It was a Friday morning like any other in Berkeley, Calif., during the spring of my freshman year. A friend barged into my dorm room and declared, “We need to drive up to Lake Tahoe today and rent a house for the summer.” So we did.
A few weeks later four guys and two girls were splitting $300 a month rent six ways for a summer home on the lake’s south shore. Like hundreds of other college students, we worked just across the Nevada state line in the casinos.
One balmy July night after dinner the guys I lived with and a few other friends went out for a walk. As we wandered through the surrounding neighborhoods we stopped to talk with a father, perhaps in his late thirties, who was playing softball in the street with a few kids, including his daughter. She was 15.
We were all 19. A few of my friends were brutally handsome. A few others were brutally fit. And that 15-year-old girl wanted nothing more than to get to know these newfound neighbors.
She pleaded with her father to let her join us on our walk. The dad, to his credit, slammed the lid on that idea. So she pleaded even more passionately with her dad. “Plleeeaase…..!!!!” she begged. This went on for several minutes. By the end, she was nearly in tears. And her dad stood firm.
As safe as his daughter would have been on a walk with us, her dad had the good sense to keep her away from six unknown guys.
We went about our walk. And I’m sure that girl thought her life was ruined—by the dad who probably steered her down a pretty good life path.
Fast forward about 15 years. A woman I came to know through an interview for my book was a student at the University of Oregon. She dated a player on the university’s football team. He physically beat her up. She is one of the most sensitive, caring women I have ever known. And she was beaten up by a man twice her size who supposedly loved her.
Fast forward another dozen years or so. Kelly Goodman, then a 21-year-old student and single mom who worked in the U of O football team’s equipment room, was by her account raped by a standout who went on to a professional football career.
Dial ahead yet another dozen years, and who-knows-how-many rapes at universities around the country, and The University of Oregon last season suspended Brandon Austin, Dominic Artis and Damyean Dotson, three Duck basketball players accused of sexually assaulting an 18-year-old woman in March. In the police report of the incident the young woman tells of one of the players boasting to a friend about how physically hard the three had been in their sexual conquest.
These are just a handful of incidents, and those close to home. The violence perpetrated upon women by men around the world is staggering. It’s on college campuses everywhere. It’s in the U.S. military.
It’s in the news again right now, with professional football player Ray Rice slugging his fiancé in the face and knocking her unconscious.
It’s in India, where reports of gang rapes are commonplace. It’s in countries where religious zealots feel so threatened by educated women that they put a bullet into the head of a teenage girl—who miraculously survives. It’s Boko Haram kidnapping hundreds of Nigerian school girls. It is everywhere. It is sheer insanity. This violence against women is insanity. It is the human race at war with itself.
As I write this I have just finished a long walk at Black Butte Ranch, a setting much like Lake Tahoe.
This time, I walked alone. Now I have a 15-year-old daughter. And I cannot help but wonder where all the fathers are, whose sons need them growing up? Whose daughters need them for a lifetime? Where are the men who will hold accountable these wild animals from the species homo sapien who belong in cages?
Every decade, more sons and daughters in this country grow up without their fathers. It’s now at 24 million American children who live without their biological fathers, and counting. Twenty four million.
I think back to that simple act of strength by the father we came across on a summer night in Lake Tahoe. Like 15-year-olds everywhere, my daughter is surrounded by boys who mix two parts testosterone with the common sense and decency of bark dust.
I watch, and listen, and cannot help but wonder. Where are all the fathers who demand a world of common sense and decency for their daughters, and who hold their sons accountable?
They are too few. And too far between.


## Task requirements
Show every line from the entries that follow which holds the word "boxes".

--------

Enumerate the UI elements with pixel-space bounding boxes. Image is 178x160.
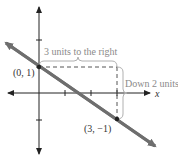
coordinate-plane: x (0, 1) (3, −1) 3 units to the right Do… xyxy=(0,0,178,160)
point-label-0-1: (0, 1) xyxy=(13,67,35,79)
vertical-annotation: Down 2 units xyxy=(125,78,178,89)
x-axis-label: x xyxy=(154,88,160,99)
point-label-3-neg1: (3, −1) xyxy=(84,123,111,135)
point-3-neg1 xyxy=(115,117,119,121)
point-0-1 xyxy=(37,65,41,69)
graph-line-arrow xyxy=(6,43,155,146)
horizontal-brace xyxy=(39,57,117,67)
horizontal-annotation: 3 units to the right xyxy=(44,46,118,57)
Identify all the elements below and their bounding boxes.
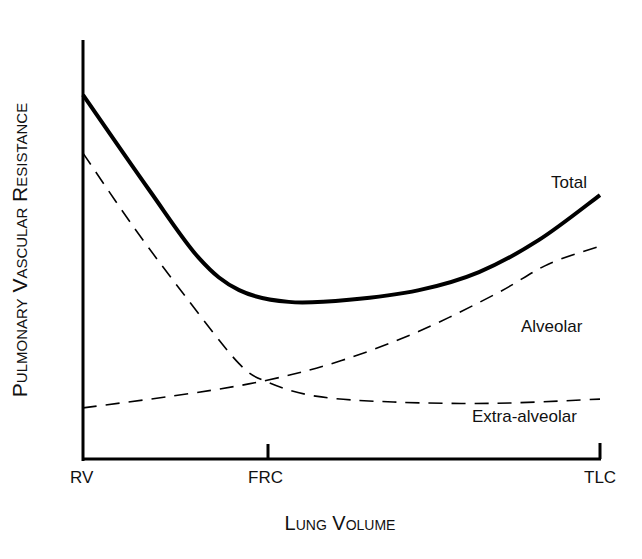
- rv-tick-label: RV: [70, 468, 93, 488]
- alveolar-label: Alveolar: [521, 317, 582, 337]
- extra-alveolar-label: Extra-alveolar: [472, 407, 577, 427]
- tlc-tick-label: TLC: [584, 468, 616, 488]
- x-axis-title: Lung Volume: [285, 512, 396, 535]
- chart-canvas: [0, 0, 642, 559]
- total-label: Total: [551, 173, 587, 193]
- y-axis-title: Pulmonary Vascular Resistance: [8, 103, 32, 397]
- total-curve: [83, 95, 600, 303]
- frc-tick-label: FRC: [248, 468, 283, 488]
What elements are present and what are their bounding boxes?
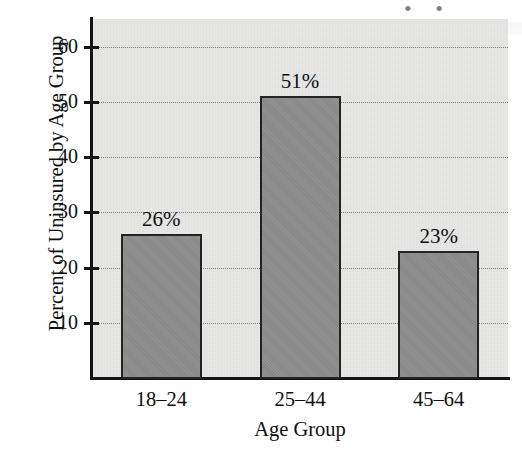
y-tick-label-10: 10: [38, 312, 78, 332]
x-category-label-18–24: 18–24: [91, 388, 231, 410]
y-axis-line: [90, 17, 93, 380]
y-tick-60: [84, 46, 99, 49]
y-tick-20: [84, 267, 99, 270]
bar-25–44: [260, 96, 341, 379]
y-tick-label-50: 50: [38, 91, 78, 111]
bar-18–24: [121, 234, 202, 379]
bar-value-label-45–64: 23%: [379, 225, 499, 247]
gridline-60: [92, 47, 508, 48]
x-category-label-25–44: 25–44: [230, 388, 370, 410]
y-tick-10: [84, 322, 99, 325]
bar-45–64: [398, 251, 479, 379]
bar-chart-figure: • • Percent of Uninsured by Age Group 10…: [0, 0, 522, 462]
x-category-label-45–64: 45–64: [369, 388, 509, 410]
y-axis-title: Percent of Uninsured by Age Group: [45, 14, 68, 354]
bar-value-label-25–44: 51%: [240, 70, 360, 92]
y-tick-label-60: 60: [38, 36, 78, 56]
y-tick-40: [84, 156, 99, 159]
x-axis-title: Age Group: [92, 418, 508, 441]
bar-value-label-18–24: 26%: [101, 208, 221, 230]
y-tick-label-20: 20: [38, 257, 78, 277]
y-tick-50: [84, 101, 99, 104]
y-tick-30: [84, 211, 99, 214]
y-tick-label-40: 40: [38, 146, 78, 166]
y-tick-label-30: 30: [38, 201, 78, 221]
scan-artifact-icon: • •: [404, 0, 522, 12]
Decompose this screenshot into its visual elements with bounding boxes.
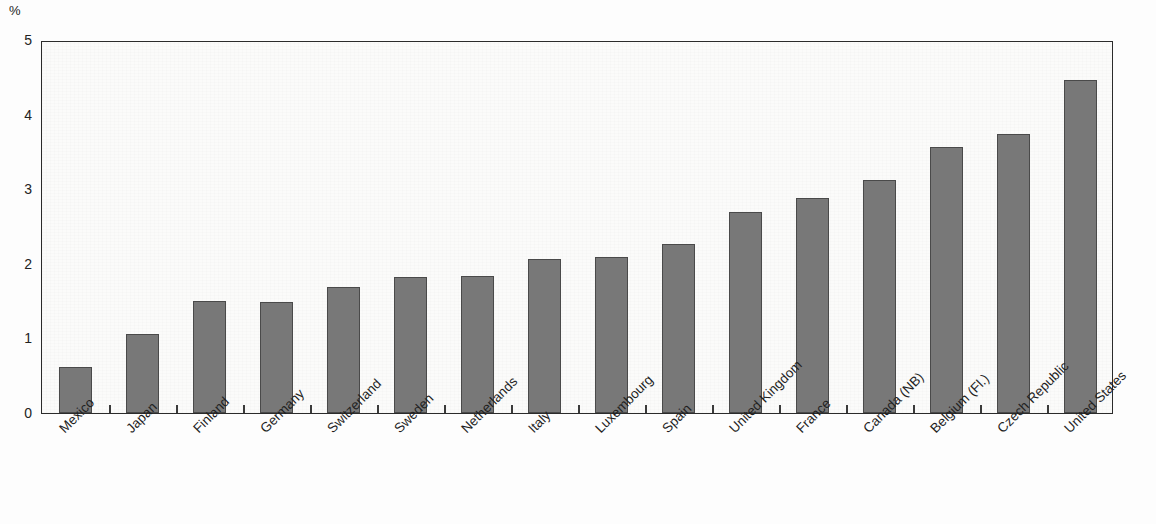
- x-axis-tick-mark: [243, 405, 245, 413]
- bar: [126, 334, 159, 413]
- y-axis-unit-label: %: [9, 4, 21, 17]
- bar: [528, 259, 561, 413]
- y-axis-tick-label: 4: [24, 108, 32, 122]
- y-axis-tick-label: 0: [24, 406, 32, 420]
- bar: [461, 276, 494, 413]
- y-axis-tick-label: 2: [24, 257, 32, 271]
- bar: [1064, 80, 1097, 413]
- x-axis-tick-mark: [913, 405, 915, 413]
- bar: [662, 244, 695, 413]
- x-axis-tick-mark: [377, 405, 379, 413]
- y-axis-tick-label: 3: [24, 182, 32, 196]
- chart-figure: % 012345 MexicoJapanFinlandGermanySwitze…: [0, 0, 1156, 524]
- x-axis-tick-mark: [846, 405, 848, 413]
- x-axis-tick-mark: [444, 405, 446, 413]
- x-axis-tick-mark: [712, 405, 714, 413]
- bar: [595, 257, 628, 413]
- bar: [796, 198, 829, 413]
- x-axis-tick-mark: [176, 405, 178, 413]
- bar: [997, 134, 1030, 413]
- bar: [863, 180, 896, 413]
- x-axis-tick-mark: [578, 405, 580, 413]
- x-axis-tick-mark: [645, 405, 647, 413]
- y-axis-tick-label: 1: [24, 331, 32, 345]
- x-axis-tick-mark: [109, 405, 111, 413]
- bar: [930, 147, 963, 413]
- x-axis-tick-mark: [980, 405, 982, 413]
- x-axis-tick-mark: [310, 405, 312, 413]
- bar: [729, 212, 762, 413]
- plot-area: [41, 41, 1113, 414]
- x-axis-tick-mark: [511, 405, 513, 413]
- y-axis-tick-label: 5: [24, 33, 32, 47]
- x-axis-tick-mark: [1047, 405, 1049, 413]
- x-axis-tick-mark: [779, 405, 781, 413]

--------

## Response box
Enumerate the UI elements with pixel-space bounding boxes. Image is 178x160.
Identify all the elements below and their bounding boxes.
What elements are present and what are their bounding boxes?
Decompose this screenshot into its visual elements with bounding boxes.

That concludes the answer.